The committee, along with Sen. Green’s Committee on Health and Sen. Clarence Nishihara’s Committee on Agriculture, heard a number of other bills related to housing, aging, foster care services, allowing child day care homes on ag land, and a tax credit for businesses that hire people with disabilities.

Michael Tada, a frequent testifier at hearings related to deOccupy, the houseless, and people with disabilities, and who is, himself, disabled, made a similar argument against the tax credit bill (HB2478) as Daly’s argument against HB1889.
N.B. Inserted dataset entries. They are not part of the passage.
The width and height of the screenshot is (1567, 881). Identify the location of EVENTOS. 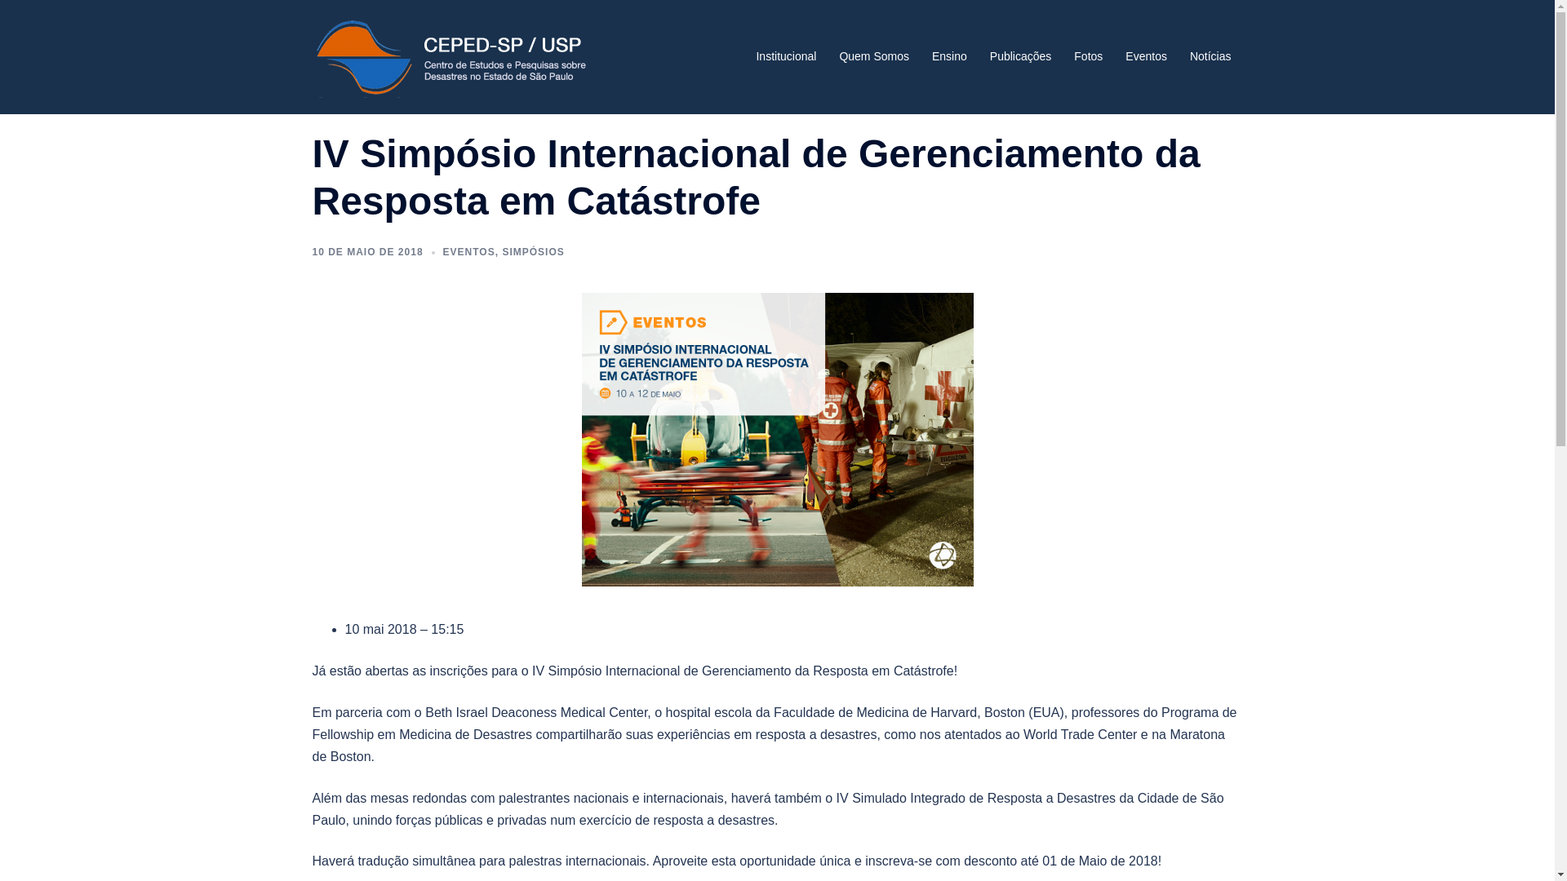
(469, 252).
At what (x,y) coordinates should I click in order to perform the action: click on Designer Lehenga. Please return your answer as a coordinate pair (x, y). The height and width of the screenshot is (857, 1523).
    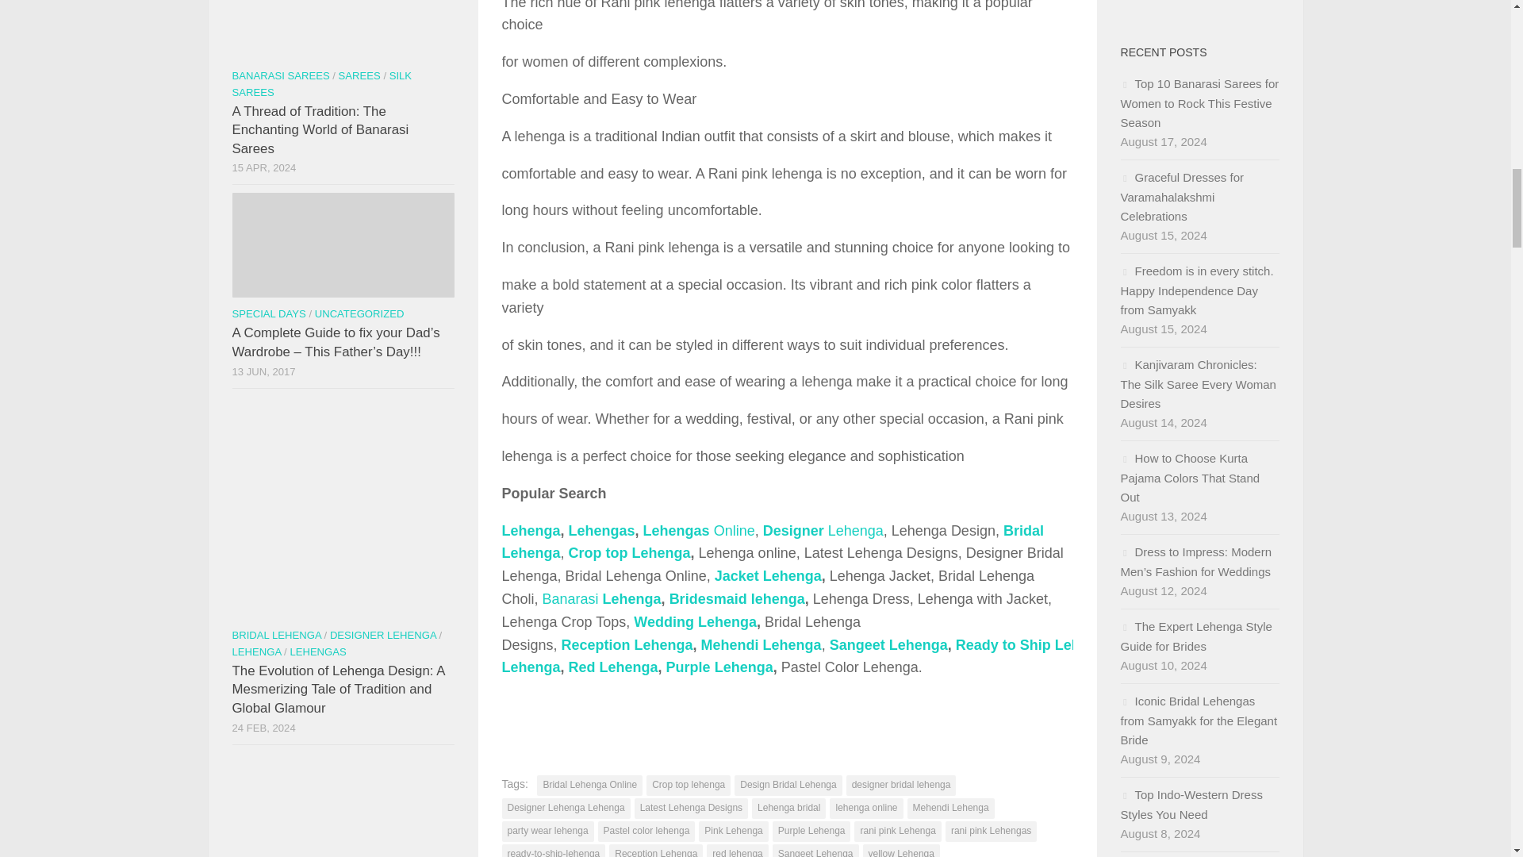
    Looking at the image, I should click on (822, 530).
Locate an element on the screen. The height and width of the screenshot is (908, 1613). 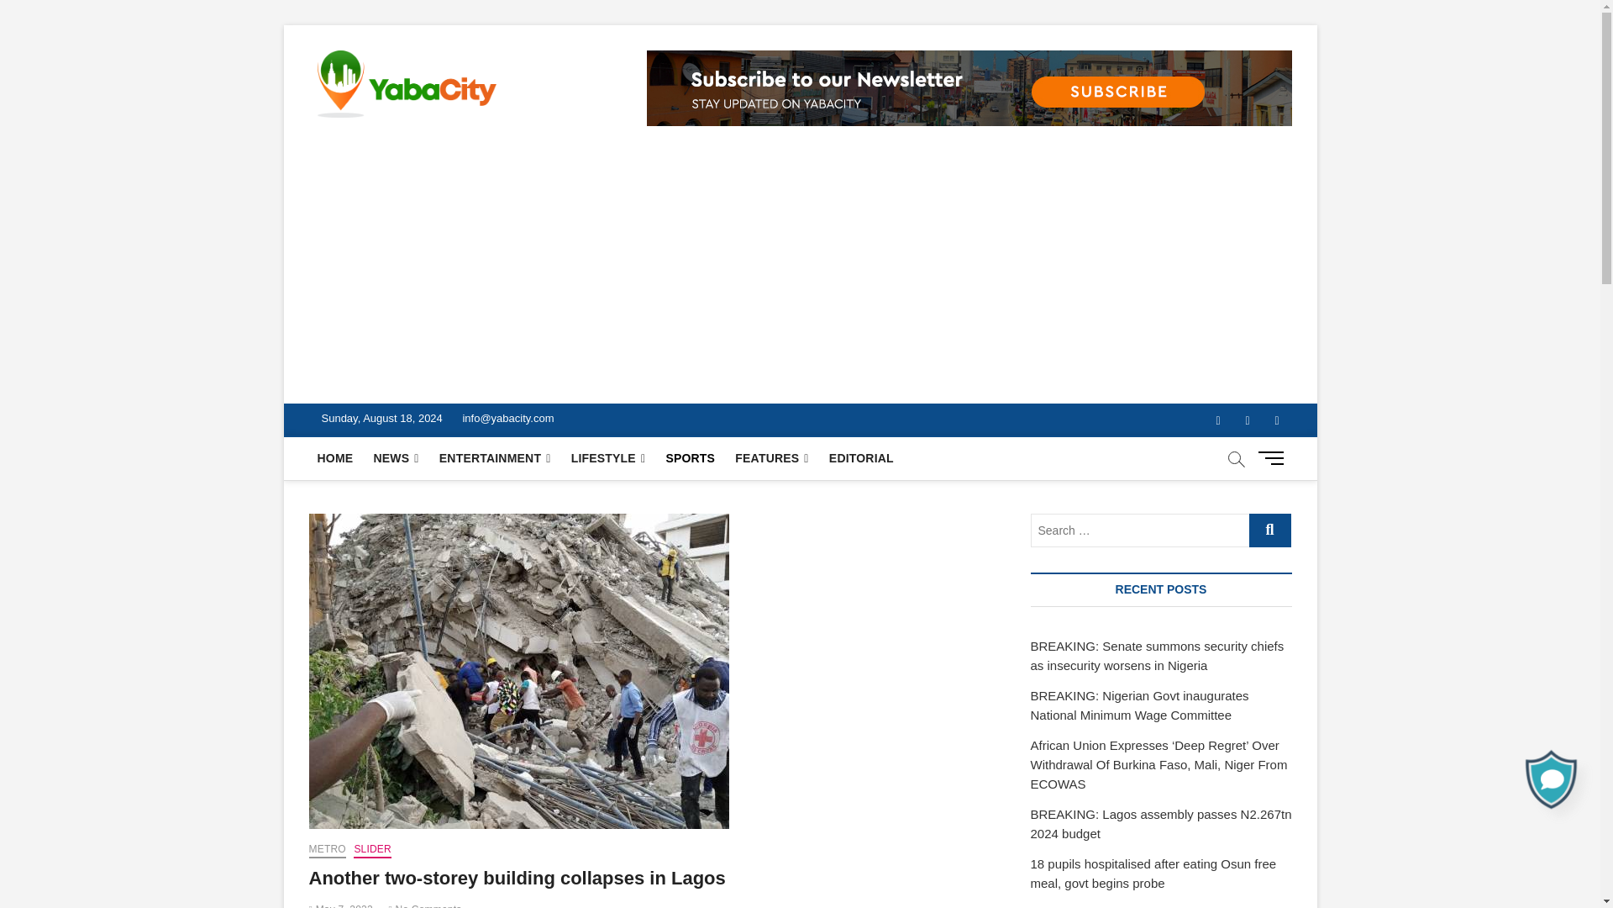
instagram is located at coordinates (1276, 420).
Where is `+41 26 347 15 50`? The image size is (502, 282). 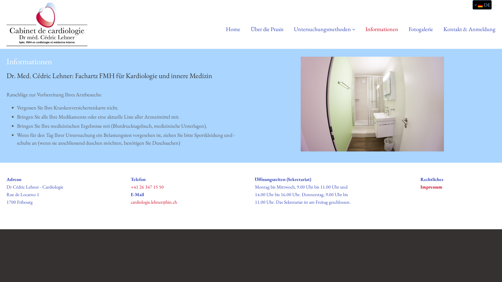
+41 26 347 15 50 is located at coordinates (147, 187).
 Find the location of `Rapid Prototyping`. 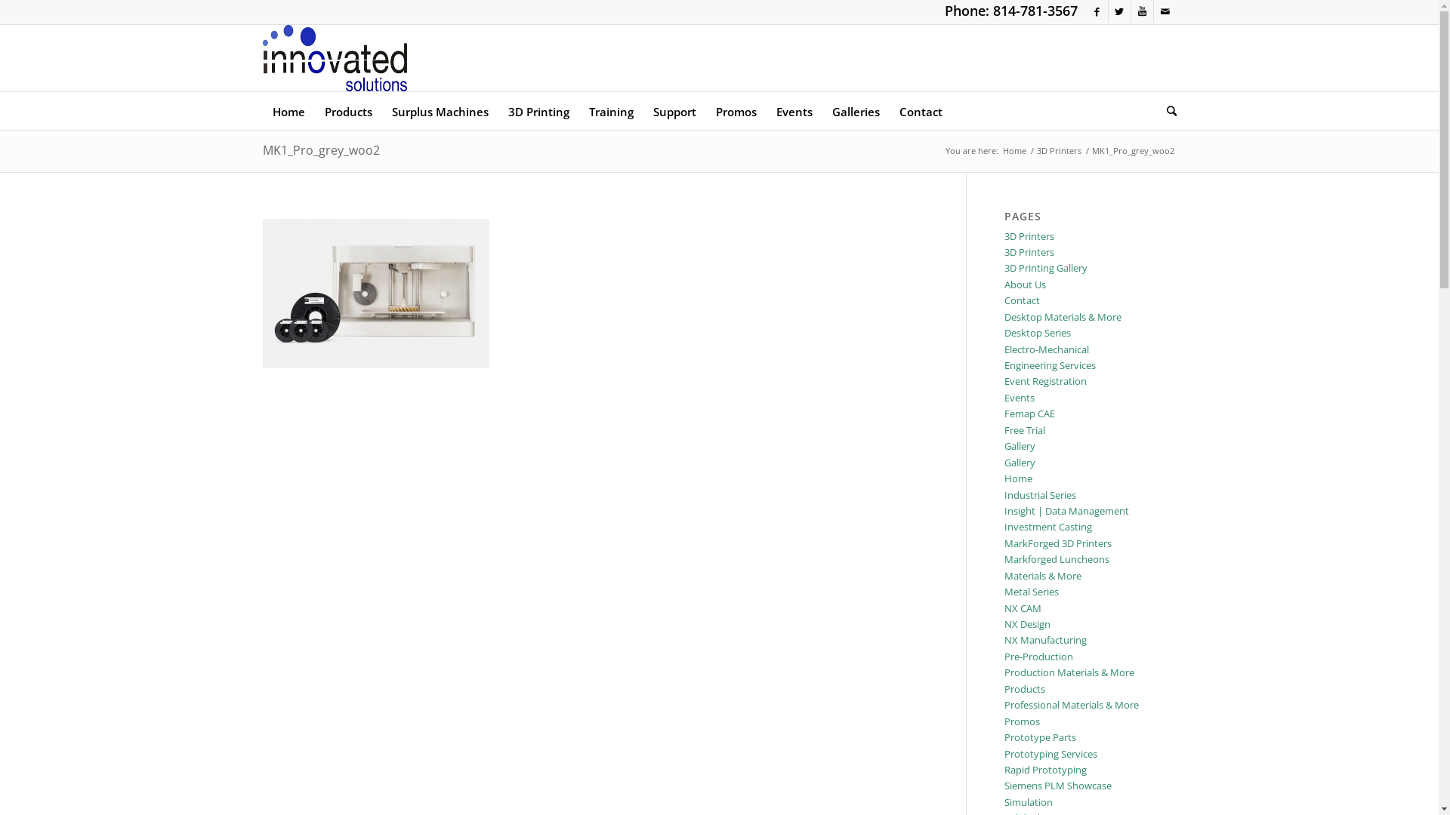

Rapid Prototyping is located at coordinates (1045, 770).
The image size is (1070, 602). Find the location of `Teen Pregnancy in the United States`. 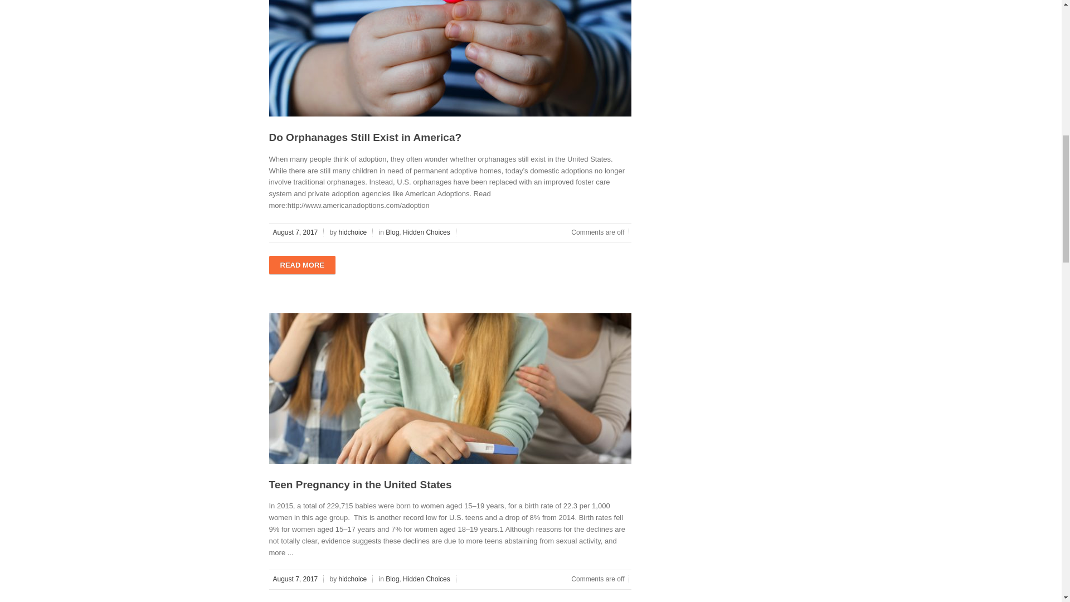

Teen Pregnancy in the United States is located at coordinates (360, 484).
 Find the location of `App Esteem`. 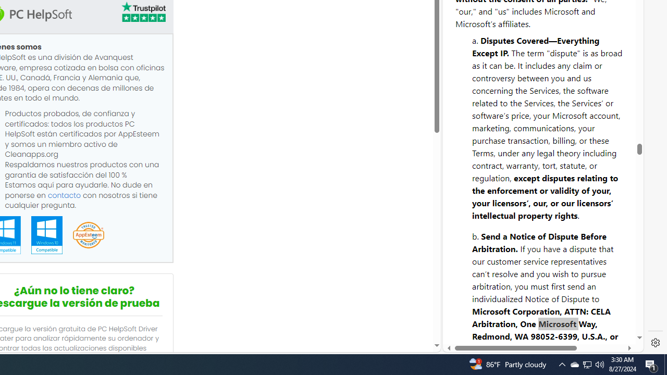

App Esteem is located at coordinates (88, 236).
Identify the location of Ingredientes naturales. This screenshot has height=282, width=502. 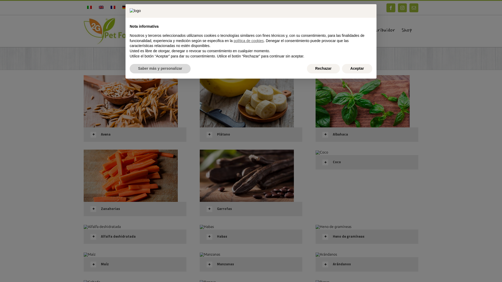
(255, 30).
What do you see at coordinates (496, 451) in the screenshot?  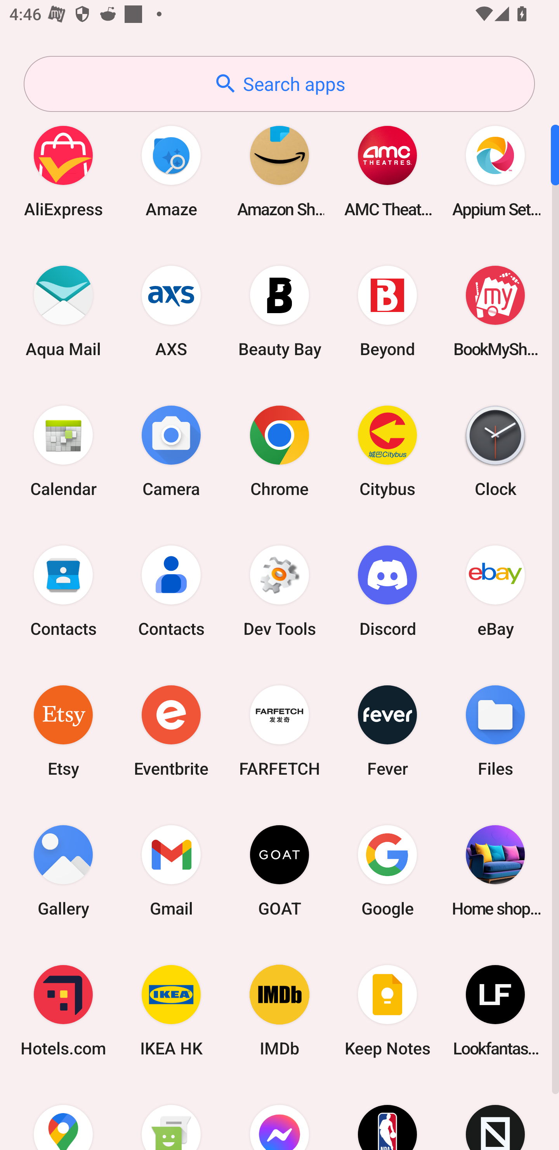 I see `Clock` at bounding box center [496, 451].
“I don’t want people to hire me because they’d get a tax credit,” he said. “I want people to hire me because they believe in me; because they believe that I can do a job. It’s simply human decency.”

Most of the bills were passed with minor amendments or deferred until this Thursday at 1:15 p.m. to allow Sen. Chun Oakland’s committee to work on problematic sections of language. HB1889 goes before the Senate Committee on Judiciary and Labor, chaired by Sen. Clayton Hee, next.

“We need to recognize that there is an epidemic of homelessness and that this is an emergency situation,” Daly concluded. “The people who are homeless are in a state of emergency. It’s time we started treating the situation accordingly.”